Every point-of-sale system on Earth gives you gross margin, right? What you sold in relation to the cost of the item that you sold. But cash margin looks at the net change in your bank account. Think of it this way: a customer comes into your store and buys something for $100, and you paid the vendor $50 for that item. Every point-of-sale system will say the gross margin is $50 and that’s correct, but what if you only sold one of those items but bought 30 from the vendor? From a cash margin perspective, you would be upside down $1,450.
Is your bank account growing or running out of cash?
The concept of cash margin is what you sell at retail minus what you received at cost. That’s the net change in cash.
Cash margin close to gross margin is best.

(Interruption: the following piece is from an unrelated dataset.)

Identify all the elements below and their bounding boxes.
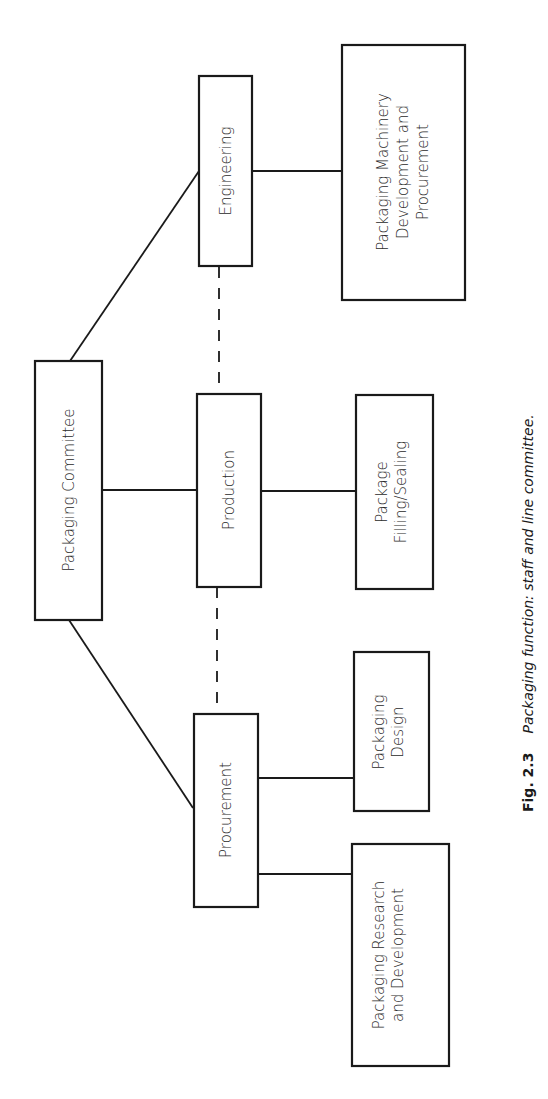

Think about the math as you think about your inventory, your sales, and your profitability:
If your cash margin as a percentage is close to your gross margin: Great job! You are doing great! You’re doing what you should be doing.
If your cash margin is lower than your gross margin: You overbought. You’ve spent more on inventory, and you’re not getting your cash out.
If your cash margin is higher than your gross margin: You’re selling off old inventory. Sometimes that’s a good thing: you want to sell off old inventory if you have too much of it. But if you do too much of it, customers are buying last year’s goods. Imagine how much more sales you could get if they were buying current, fresh, wonderful retail inventory!